AI was the talk of Enterprise Connect 2024 last week, as we knew it would be, but I’m happy to say that I came away from the event with some practical answers to go alongside the questions prompted by the big announcements and pronouncements from the keynote stage. Here are two examples:
Who gets Copilot?
Many enterprise IT shops are trying to answer this question as they trial the $30/month/user Microsoft digital assistant. The precise answer varies with the enterprise, of course, but I heard a common refrain start to emerge about how large enterprises are thinking about rolling out Copilot.
There seems to be an emerging best practice that requires users to take some form of training before they get a permanent Copilot license. Which makes sense because Copilot is neither cheap nor necessarily certain to deliver value to a user who has no previous experience with the technology. Past generations of UC technology may have been simple to get basic value from—turn it on, it works, play around with add-on features (and mostly quit using those features after the novelty wears off).
As far as who’s eligible, I talked to several enterprise folks who are looking at personas and roles to target initial rollouts. In our main-stage session with strategic enterprise leaders, Carlos Quintero of AdventHealth said he expects 30% - 40% of his end users will get Copilot, though of course the process is ongoing. I also spoke with a few enterprise execs who said they’ll be monitoring Copilot usage closely, and will shift licenses away from those who wind up not using the feature often or at all.
Can AI Make a Difference in the Contact Center?
Yes. This became very clear in the presentation from Michael Altieri of Medtronic. Altieri shared Medtronic’s four-year plan for improving contact center metrics, largely through the use of intelligent virtual agents (IVAs) for both voice and text. Not only did Medtronic use conversational AI to improve IVA performance, they also used generative AI, integrating with Azure AI Services to a private large language model (LLM) and the OpenAI API. This allowed for improvements including:
- Agent Assist - Summarization of user VA transcript sent to agent if handover required so agent knows user intent
- Automate VA Transcript Log Review which allows classification of intents, making it easier for the VA Machine Leaning to recognize and to determine the highest probability of the correct answer.
- Safety Net Deflection - Allows VA to call Open AI API via Azure AI services with a detailed prompt looking for a possible answer when the VA does not have a flow with a high probability of giving the correct answer
- LLM to help train VA models
- Processing Patient Monitoring Data to become more proactive in helping patients.
- Human Reviewed Tailored Answer - Allows VA to massage the OpenAI answer and responds with a citation and link to the referenced document.
The results have been impressive already, just two years into the plan. Among other metrics, per-contact costs fell 19% in the first year, to $21.02, and last year dropped to $20.68; customer satisfaction increased from 4.1 in 2022 to 4.4 in 2023; misrouted calls fell from 9% to 4%; and average wait time fell to 1 minute 49 seconds, a 37% decrease from 2021. And Altieri sees the metrics continuing to improve in 2024.
Altieri offered balanced advice as takeaways. He stressed transparency in the development process and noted the importance of involving the security and privacy teams from the beginning. But he also encouraged his peers not to be timid: “Don’t be afraid to be bold in your approach to solving the challenges. Blast through the blockers.”
So those are just a couple of AI-focused highlights from Enterprise Connect 2024. The event helped me (and I think many other attendees) start to get a better handle on what enterprises need to do in order to deploy AI and—more importantly—get value from it.
One final piece of AI-related big news from the show: Enterprise Connect is launching an event this Fall devoted exclusively to AI in the enterprise. It’s called Enterprise Connect AI, and it takes place Oct. 1 – 2 at the Santa Clara Convention Center in Santa Clara, CA. The website will be up soon, and in the meantime, you can get on the mailing list for updates by clicking here.
Hope to see you in California this fall!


- What to produce: Going from the top of the data below, give again each line through the one containing "The width and", both ends kept.
══ Material provided ══
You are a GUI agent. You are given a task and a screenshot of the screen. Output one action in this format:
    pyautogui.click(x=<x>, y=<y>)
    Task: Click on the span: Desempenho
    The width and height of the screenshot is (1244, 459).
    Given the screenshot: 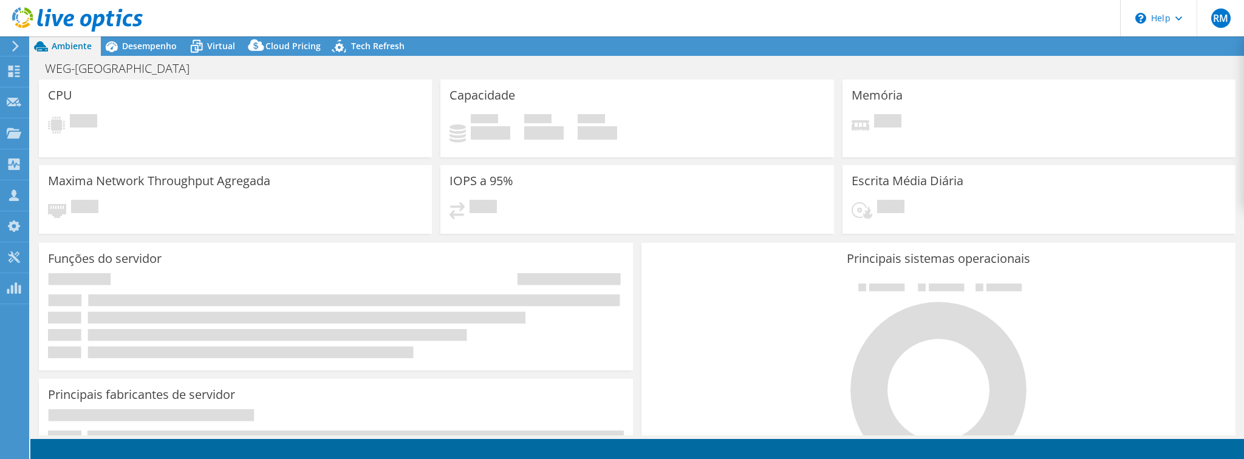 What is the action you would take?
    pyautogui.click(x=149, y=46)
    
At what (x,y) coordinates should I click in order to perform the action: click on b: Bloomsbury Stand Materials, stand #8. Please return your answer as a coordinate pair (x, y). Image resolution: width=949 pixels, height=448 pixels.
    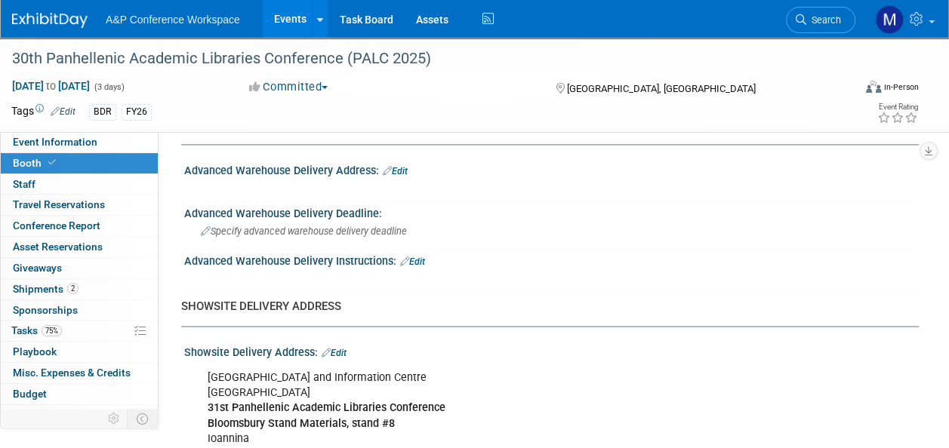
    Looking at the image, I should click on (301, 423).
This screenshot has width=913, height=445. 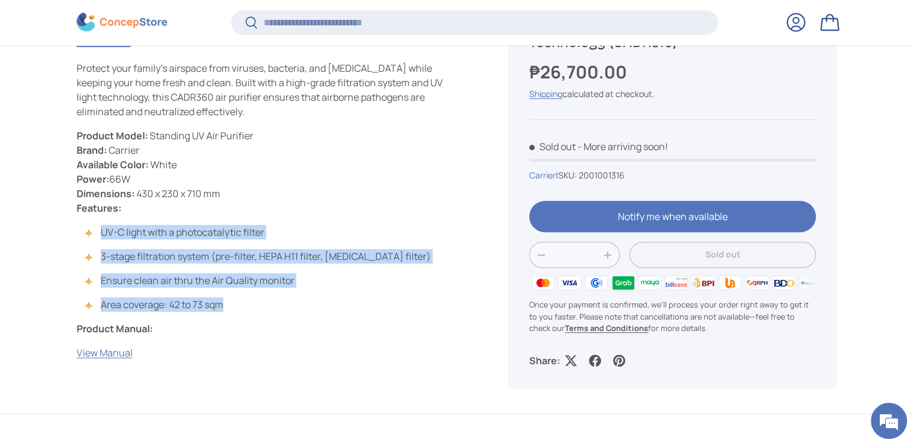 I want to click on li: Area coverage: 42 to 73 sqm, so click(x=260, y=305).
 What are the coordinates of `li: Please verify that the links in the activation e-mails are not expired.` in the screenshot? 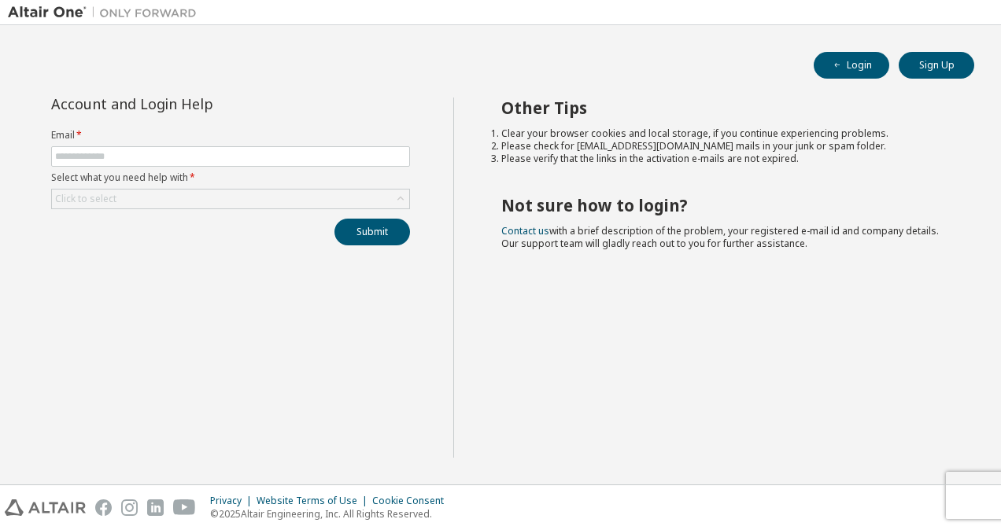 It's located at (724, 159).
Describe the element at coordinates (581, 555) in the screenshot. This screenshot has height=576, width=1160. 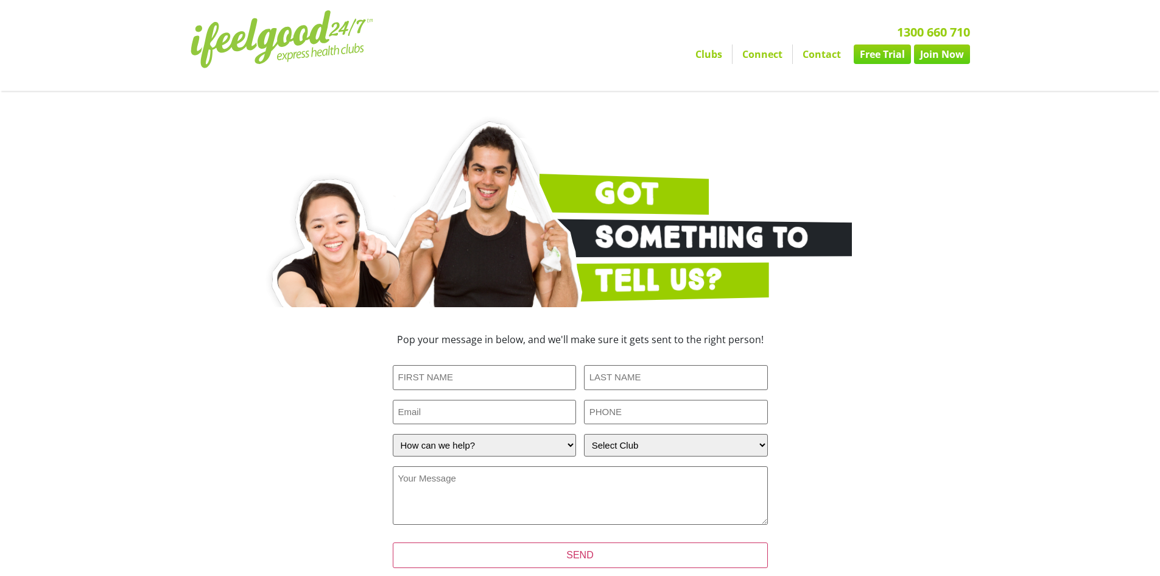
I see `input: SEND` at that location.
═══
- Finished task:
You are a GUI agent. You are given a task and a screenshot of the screen. Output one action in this format:
    pyautogui.click(x=<x>, y=<y>)
    Task: Click on the span: Desempenho
    The width and height of the screenshot is (1244, 459).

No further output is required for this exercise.